Well-Trodden Corridors
The Home Patch. By Alun Richards. (Michael Joseph, 21s.) THE title of Mr Cooper's new novel, Memoirs of a New Man, suggests C. P. Snow's The New Men and is, indeed, about that now familiar world where the Oxbridge High Table juts into the Whitehall Board Room. Our guide and the narrator of the story is Jack Carteret, who com- bines the post of Dr Gurney Professor of Philosophy with that of part-time member of the National Power Board.
Unfortunately, Jack is not a very good guide. He is too close to the reader to be one of the characters in the story (he actually tells us he is writing a novel which will be published in 1966); he is too full of opinions to be an impartial camera-eye; and he is too stodgy to be interest- ing as a diarist might be interesting. One would like to think that his laborious diction (That brings me to the end of my change of subject') was intended to be laughed at, but, unhappily, this is not the case. One can only conclude he is a second pseudonym for the author, who hopes we will forgive Jack as he is so obviously such a nice guy.
But no reader wants his opinions on every- thing from Power Board megalomaniacs to Interior Design filtered through a nice guy who is married to an upper-class Marxist, who collects his K at her bidding and who is besotted with the fact that his eighteen-year-old daughter is writing a novel. The reader will probably find he is writing his own novel as he reads: one that includes the narrator and is a good bit more savage.
Another novel about power is Borden Deal's The Tobacco Men, but this one has stronger roots, albeit in familiar soil. It is based on twenty pages of notes made by Theodore Dreiser when he visited Kentucky in 1932. With typical Dreiserian thoroughness he investigated every aspect of the 'tobacco wars' that were waged at the beginning of the century, and this novel is testimony to his accuracy as well as to his spirit. I have no means of sifting Borden Deal's con- tribution from the original Dreiser (twenty pages of notes is quite a definite guide evert in a 429- page novel), but it is sufficient to note that the authentic Dreiser atmosphere is here: the slow, epic quality of the rhythm that pays equal atten- tion to the individuals and to the surrounding environment.
The struggle is between two men who have battled their way from Kentucky poverty with that heroic strength that- makes their story (Citizen Kane; The Great Gatsby) eternally mov- ing. Oren Knox, with the asceticism that his surname indicates, grapples money and power to himself. Amos Haines has humanitarian ideals and becomes a country doctor, and the chief opponent of the tycoon. The clash has all the true Dreiserian impact of colliding tanks.
A thousand years ahead (or so it seems) in the same country is Stanley Crawford's Gascoyne. This is a first novel of impeccable style, with a film-like ability to handle scenes of zany violence. Gascoyne, the narrator, is a tycoon who owns supermarkets with underfloor magnets that slow customers at key points (the trees in the parking lots floodlit every colour except green). He is in pursuit of a murderer who has bumped off a racketeer called Roughah. The story has all the elegant precision that James Bond is supposed to have, but, unlike Bond, the elegance is actually in the writing. Mr Craw- ford is the best comic writer I have read for some time.
It is pleasant to discover that the English can still write, too. James Mossman's first novel, Beggars on Horseback, has a conventional plot centring around the British Embassy in the Middle Eastern state of Marouf, but each of the many characters is explored with a rapid and impressive accuracy. The core of the novel is the friendship between Simon, who has drifted into espionage, and Hakim, who has drifted into revolution. They are not close friends, but in the mounting ideological pressures it seems they must betray each other. Their refusal to do so touches the heart of liberalism (`Some things matter more than others and one of the most important is keeping faith with another'). It would be interesting to compare this novel with A Passage to India, for they are similar in many ways, not least in• their evocation of place, and their awareness of anglicised foreigners.
Less successful is The Home Patch, which chronicles the fortunes of a television script- writer. Arthur Crighton is a cosmopolitan in his home town and 'a provincial in the big city, and at the beginning of the novel he is a promising figure for our age. A delicate balance is kept between the tragic and the farcical— Arthur comforts an actress fighting her husband only to discover his own wife is going off with a fat naval officer. But with the introduction of Arthur's father-in-law events become unreal. This caricature infects the whole novel, and the culminating events topple the narrative into puerile pantomime.
The Captive of Zour, by Marc Peyre, has already achieved some fame in France. It is a parable, 'a metaphysical who-dunnit,' Lawrence Durrell calls it in his preface. A prisoner whom no one has ever seen has been kept under the Zour castle and it is not until the arrival of a stranger that agitation begins for his release. It would be unfair to disclose the ending, although it would not detract from the story's power. My only criticism is that it is far too long; it would have gained impact as a short story.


Problem description ▸ Please give every record below again exactly, and keep the pictures out.

(Beginning of Records supplied)

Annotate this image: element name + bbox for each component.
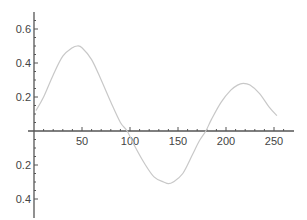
y-tick-label: 0.4 xyxy=(16,57,31,69)
tick-labels: 501001502002500.60.40.20.20.4 xyxy=(16,23,283,205)
tick-marks xyxy=(34,21,284,200)
data-curve xyxy=(36,46,277,184)
y-tick-label: 0.4 xyxy=(16,193,31,205)
axes xyxy=(28,12,294,218)
x-tick-label: 50 xyxy=(76,135,88,147)
x-tick-label: 250 xyxy=(265,135,283,147)
y-tick-label: 0.2 xyxy=(16,159,31,171)
x-tick-label: 200 xyxy=(217,135,235,147)
x-tick-label: 150 xyxy=(169,135,187,147)
y-tick-label: 0.2 xyxy=(16,91,31,103)
y-tick-label: 0.6 xyxy=(16,23,31,35)
line-chart: 501001502002500.60.40.20.20.4 xyxy=(0,0,307,220)
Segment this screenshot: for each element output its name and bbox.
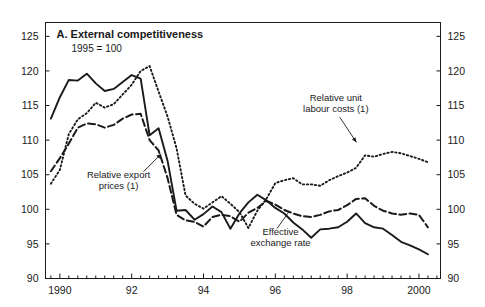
x-axis-tick-label: 92: [126, 284, 138, 296]
y-axis-tick-label-right: 115: [448, 99, 465, 111]
y-axis-tick-label-left: 110: [22, 134, 39, 146]
y-axis-tick-label-right: 100: [448, 203, 466, 215]
annotation-effective-exchange-rate: Effectiveexchange rate: [250, 212, 310, 248]
external-competitiveness-chart: 9090959510010010510511011011511512012012…: [0, 0, 485, 307]
annotation-label: exchange rate: [250, 237, 310, 248]
annotation-label: labour costs (1): [303, 103, 368, 114]
annotation-label: Effective: [262, 226, 298, 237]
y-axis-tick-label-left: 90: [27, 272, 39, 284]
y-axis-tick-label-right: 105: [448, 168, 466, 180]
x-axis-tick-label: 1990: [48, 284, 72, 296]
annotation-label: Relative export: [87, 169, 151, 180]
y-axis-tick-label-left: 95: [27, 238, 39, 250]
chart-subtitle: 1995 = 100: [72, 43, 123, 54]
annotation-arrow-head: [352, 137, 356, 142]
x-axis-tick-label: 96: [269, 284, 281, 296]
annotation-label: prices (1): [99, 180, 139, 191]
y-axis-tick-label-right: 120: [448, 65, 466, 77]
y-axis-tick-label-right: 110: [448, 134, 465, 146]
y-axis-tick-label-left: 100: [21, 203, 39, 215]
plot-frame: [46, 23, 441, 279]
y-axis-tick-label-right: 125: [448, 30, 466, 42]
chart-figure: 9090959510010010510511011011511512012012…: [0, 0, 485, 307]
annotation-label: Relative unit: [310, 92, 363, 103]
y-axis-tick-label-right: 90: [448, 272, 460, 284]
series-line-effective-exchange-rate: [51, 74, 428, 255]
y-axis-tick-label-left: 105: [21, 168, 39, 180]
y-axis-tick-label-right: 95: [448, 238, 460, 250]
y-axis-tick-label-left: 125: [21, 30, 39, 42]
x-axis-tick-label: 2000: [407, 284, 431, 296]
x-axis-tick-label: 98: [341, 284, 353, 296]
y-axis-tick-label-left: 115: [22, 99, 39, 111]
annotation-relative-unit-labour-costs: Relative unitlabour costs (1): [303, 92, 368, 143]
chart-title: A. External competitiveness: [57, 28, 204, 40]
y-axis-tick-label-left: 120: [21, 65, 39, 77]
x-axis-tick-label: 94: [198, 284, 210, 296]
annotation-relative-export-prices: Relative exportprices (1): [87, 154, 161, 191]
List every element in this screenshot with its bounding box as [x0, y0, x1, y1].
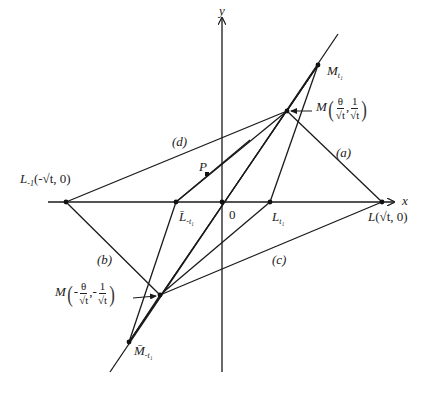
point-Lbar-neg-t1	[174, 200, 179, 205]
geometry-svg	[0, 0, 431, 393]
label-P: P	[199, 160, 207, 173]
label-L-t1: Lt₁	[272, 210, 284, 226]
line-d	[66, 111, 287, 202]
label-line-c: (c)	[272, 253, 286, 266]
point-M-neg	[158, 293, 163, 298]
point-M-t1	[316, 63, 321, 68]
label-Lbar-neg-t1: L̄-t₁	[179, 210, 194, 226]
point-Mbar-neg-t1	[127, 340, 132, 345]
x-axis-label: x	[402, 194, 408, 207]
point-origin	[220, 200, 225, 205]
label-M-pos: M(θ√t,1√t)	[316, 96, 368, 121]
label-line-b: (b)	[97, 253, 112, 266]
point-L	[380, 200, 385, 205]
point-M-pos	[285, 109, 290, 114]
y-axis-label: y	[219, 4, 225, 17]
label-L-neg1: L-1(-√t, 0)	[20, 172, 71, 188]
diagram-canvas: y x 0 L-1(-√t, 0) L(√t, 0) L̄-t₁ Lt₁ Mt₁…	[0, 0, 431, 393]
line-a	[287, 111, 382, 202]
label-M-neg: M(-θ√t,-1√t)	[55, 281, 116, 306]
label-L: L(√t, 0)	[368, 210, 408, 223]
origin-label: 0	[229, 208, 236, 221]
label-M-t1: Mt₁	[327, 64, 343, 80]
point-L-t1	[268, 200, 273, 205]
point-L-neg1	[64, 200, 69, 205]
label-line-a: (a)	[336, 146, 351, 159]
line-P-through	[176, 140, 250, 202]
label-line-d: (d)	[172, 135, 187, 148]
label-Mbar-neg-t1: M̄-t₁	[134, 344, 153, 360]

(End of Records supplied)

Solved problem ▸
Annotate this image: element name + bbox for each component.
y-tick-label: 0.4 xyxy=(16,57,31,69)
tick-labels: 501001502002500.60.40.20.20.4 xyxy=(16,23,283,205)
tick-marks xyxy=(34,21,284,200)
data-curve xyxy=(36,46,277,184)
y-tick-label: 0.4 xyxy=(16,193,31,205)
axes xyxy=(28,12,294,218)
x-tick-label: 50 xyxy=(76,135,88,147)
x-tick-label: 250 xyxy=(265,135,283,147)
y-tick-label: 0.2 xyxy=(16,159,31,171)
x-tick-label: 200 xyxy=(217,135,235,147)
x-tick-label: 150 xyxy=(169,135,187,147)
y-tick-label: 0.2 xyxy=(16,91,31,103)
y-tick-label: 0.6 xyxy=(16,23,31,35)
line-chart: 501001502002500.60.40.20.20.4 xyxy=(0,0,307,220)
Segment this screenshot: for each element output its name and bbox.
x-axis-tick-label: 92: [126, 284, 138, 296]
y-axis-tick-label-right: 115: [448, 99, 465, 111]
y-axis-tick-label-left: 110: [22, 134, 39, 146]
y-axis-tick-label-right: 100: [448, 203, 466, 215]
annotation-effective-exchange-rate: Effectiveexchange rate: [250, 212, 310, 248]
external-competitiveness-chart: 9090959510010010510511011011511512012012…: [0, 0, 485, 307]
annotation-label: exchange rate: [250, 237, 310, 248]
annotation-label: labour costs (1): [303, 103, 368, 114]
annotation-label: Effective: [262, 226, 298, 237]
y-axis-tick-label-left: 90: [27, 272, 39, 284]
y-axis-tick-label-right: 105: [448, 168, 466, 180]
x-axis-tick-label: 1990: [48, 284, 72, 296]
annotation-label: Relative export: [87, 169, 151, 180]
y-axis-tick-label-left: 95: [27, 238, 39, 250]
chart-subtitle: 1995 = 100: [72, 43, 123, 54]
annotation-arrow-head: [352, 137, 356, 142]
x-axis-tick-label: 96: [269, 284, 281, 296]
annotation-label: prices (1): [99, 180, 139, 191]
y-axis-tick-label-right: 120: [448, 65, 466, 77]
y-axis-tick-label-right: 110: [448, 134, 465, 146]
y-axis-tick-label-left: 100: [21, 203, 39, 215]
plot-frame: [46, 23, 441, 279]
y-axis-tick-label-right: 125: [448, 30, 466, 42]
chart-figure: 9090959510010010510511011011511512012012…: [0, 0, 485, 307]
annotation-label: Relative unit: [310, 92, 363, 103]
y-axis-tick-label-right: 90: [448, 272, 460, 284]
series-line-effective-exchange-rate: [51, 74, 428, 255]
y-axis-tick-label-left: 105: [21, 168, 39, 180]
y-axis-tick-label-right: 95: [448, 238, 460, 250]
y-axis-tick-label-left: 125: [21, 30, 39, 42]
x-axis-tick-label: 2000: [407, 284, 431, 296]
x-axis-tick-label: 98: [341, 284, 353, 296]
y-axis-tick-label-left: 115: [22, 99, 39, 111]
annotation-relative-unit-labour-costs: Relative unitlabour costs (1): [303, 92, 368, 143]
chart-title: A. External competitiveness: [57, 28, 204, 40]
y-axis-tick-label-left: 120: [21, 65, 39, 77]
x-axis-tick-label: 94: [198, 284, 210, 296]
annotation-relative-export-prices: Relative exportprices (1): [87, 154, 161, 191]
List every element in this screenshot with its bounding box as [x0, y0, x1, y1].
point-Lbar-neg-t1	[174, 200, 179, 205]
geometry-svg	[0, 0, 431, 393]
label-P: P	[199, 160, 207, 173]
label-L-t1: Lt₁	[272, 210, 284, 226]
line-d	[66, 111, 287, 202]
label-line-c: (c)	[272, 253, 286, 266]
point-M-neg	[158, 293, 163, 298]
point-M-t1	[316, 63, 321, 68]
label-Lbar-neg-t1: L̄-t₁	[179, 210, 194, 226]
point-Mbar-neg-t1	[127, 340, 132, 345]
x-axis-label: x	[402, 194, 408, 207]
point-origin	[220, 200, 225, 205]
label-M-pos: M(θ√t,1√t)	[316, 96, 368, 121]
label-line-b: (b)	[97, 253, 112, 266]
point-L	[380, 200, 385, 205]
point-M-pos	[285, 109, 290, 114]
y-axis-label: y	[219, 4, 225, 17]
label-L-neg1: L-1(-√t, 0)	[20, 172, 71, 188]
diagram-canvas: y x 0 L-1(-√t, 0) L(√t, 0) L̄-t₁ Lt₁ Mt₁…	[0, 0, 431, 393]
line-a	[287, 111, 382, 202]
label-M-neg: M(-θ√t,-1√t)	[55, 281, 116, 306]
label-L: L(√t, 0)	[368, 210, 408, 223]
origin-label: 0	[229, 208, 236, 221]
label-M-t1: Mt₁	[327, 64, 343, 80]
point-L-t1	[268, 200, 273, 205]
point-L-neg1	[64, 200, 69, 205]
label-line-a: (a)	[336, 146, 351, 159]
line-P-through	[176, 140, 250, 202]
label-line-d: (d)	[172, 135, 187, 148]
label-Mbar-neg-t1: M̄-t₁	[134, 344, 153, 360]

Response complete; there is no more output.